Monday, Jun. 28, 1926

Grime

The ridiculous squabble in Manhattan over the morals of the drama is currently reaching a crisis. The fate of the Citizens Play Jury is in the hands of the law. If this body is declared illegal and inoperative, censorship reverts to the old section 1140 of the penal code which makes it a crime to present an obscene, indecent, immoral and impure theatrical production. The flaw in this statute is the fallibility of human opinion. How is the Grand Jury qualified to decide between indecency and art? Does Eugene O'Neill deserve the same latitude as Shakespeare? Obviously if a hidebound Grand Jury is given rein much classic and modern expression will be throttled. Obviously if the lid is lifted altogether unscrupulous producers will grow fat pandering to the peep-show instinct of the populace.

To solve this gritty problem a Citizens Play Jury was planned some years ago. A panel of several hundred jurors, intelligent citizens from all walks of life, was drawn. When a complaint was lodged a dozen of these jurors were delegated to judge the entertainment. If nine of the dozen found it, or any part of it, unfit, the whole or the part was to be withdrawn. The Producing Managers Association and the Actors Equity Association pledged themselves to enforce its decrees by withdrawing their plays or calling out their actors.

For some time this jury lay fallow. The God of Vengeance (in which a brothel keeper hoped to keep his daughter untarnished, only to find her perverted by one of the women in his own establishment) was indicted by the Grand Jury, and the producer and some of the performers fined (1923). Last season William A. Brady voluntarily withdrew his Good Bad Woman after much agitation and a conference with the District Attorney. David Belasco purified his notorious Ladies of the Evening and it was allowed to run.

The Play Jury suddenly came to life and was delegated by the District Attorney to inspect They Knew What they Wanted, Desire Under the Elms, The Firebrand. The first two were passed and a recommendation of deletion in one scene of The Firebrand offered. The deletion was made.

Within the past month the Play Jury has again been summoned. Its delegates inspected two revues, The Bunk of 1926 and The Great Temptations; and two plays, Sex and The Shanghai Gesture. The plays passed. Parts of Temptations were frowned upon and eliminated by the management.
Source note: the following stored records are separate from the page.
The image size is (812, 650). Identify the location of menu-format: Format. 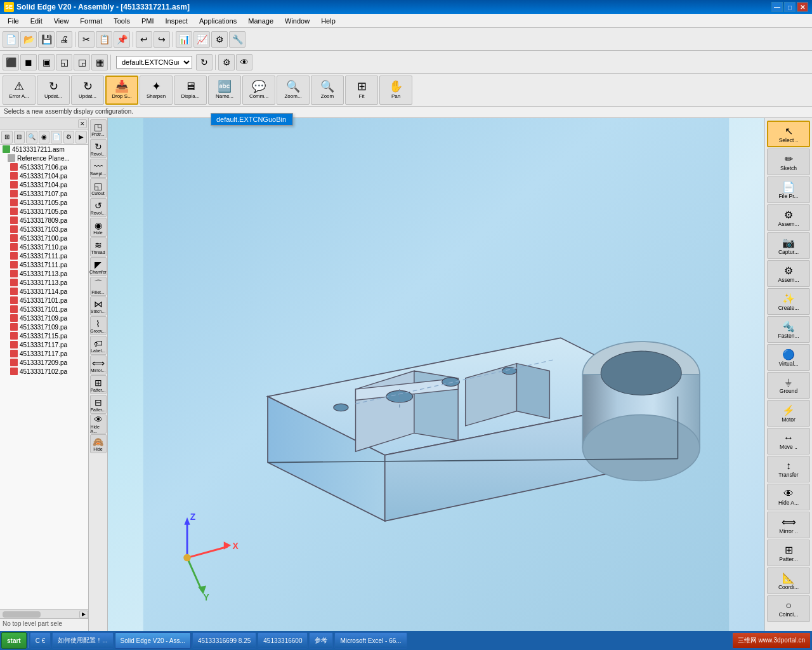
(91, 21).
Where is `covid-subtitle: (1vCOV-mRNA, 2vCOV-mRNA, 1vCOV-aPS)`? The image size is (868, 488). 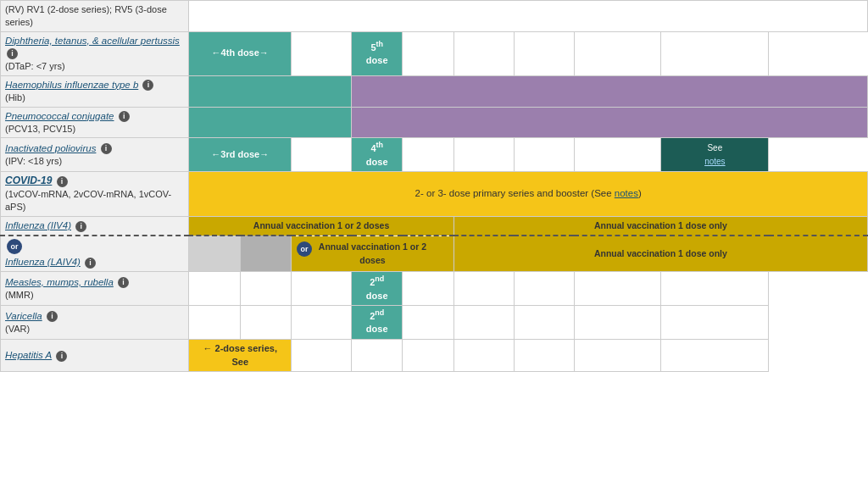
covid-subtitle: (1vCOV-mRNA, 2vCOV-mRNA, 1vCOV-aPS) is located at coordinates (88, 200).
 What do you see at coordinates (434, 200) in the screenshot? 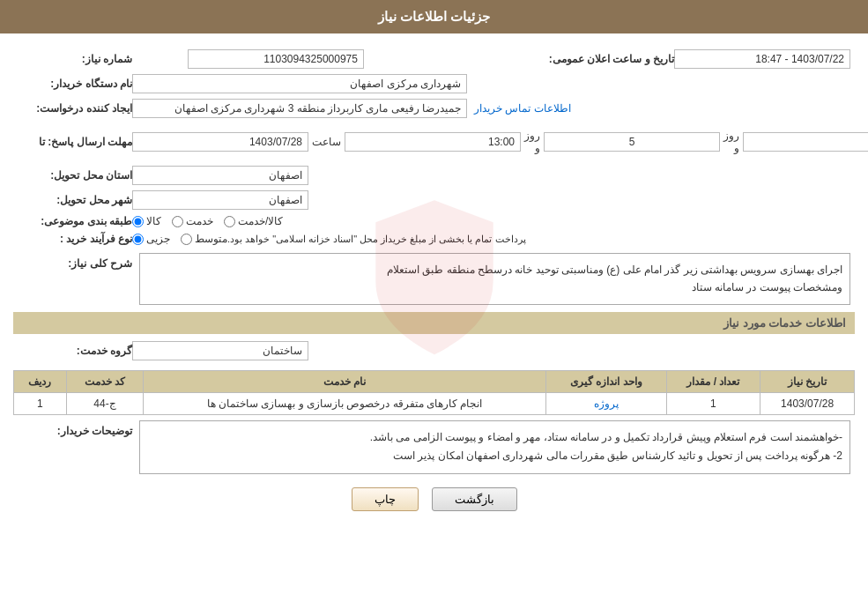
I see `city-row: شهر محل تحویل: اصفهان` at bounding box center [434, 200].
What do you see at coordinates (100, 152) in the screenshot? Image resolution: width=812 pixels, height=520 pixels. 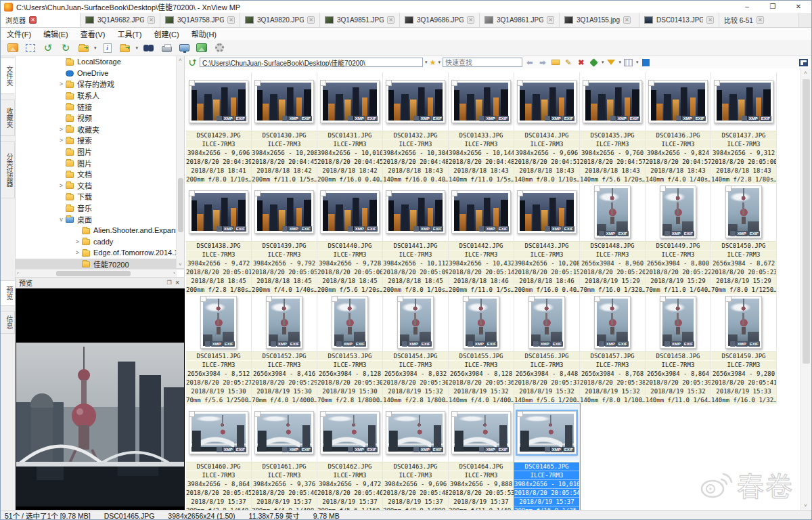 I see `tree-item: 图片` at bounding box center [100, 152].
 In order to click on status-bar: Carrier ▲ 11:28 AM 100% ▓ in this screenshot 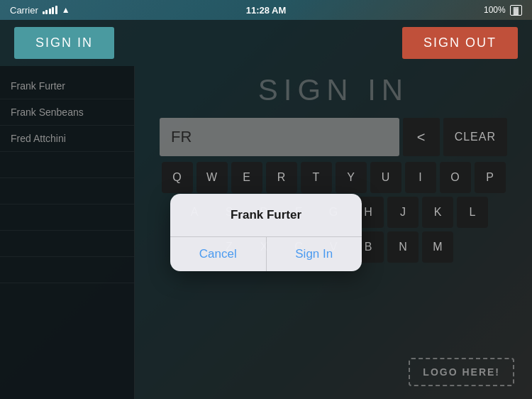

Bunk was ordered closed, obtained an injunction and, at this writing, is still playing, though considerably disinfected.

The State Supreme Court is now pondering whether the Play Jury, a nonofficial body, can be permitted to continue and enforce its edicts. If not, some form of legal and organized control will inevitably be instituted.

The playwrights, the actors, the producers, and the press solidly favor the citizens' Jury. They feel that by this method only can the clammy fingers of legal censorship be kept from the throat of the drama. With the exception of determined radicals these same forces feel that some honest and clear-headed curb is necessary.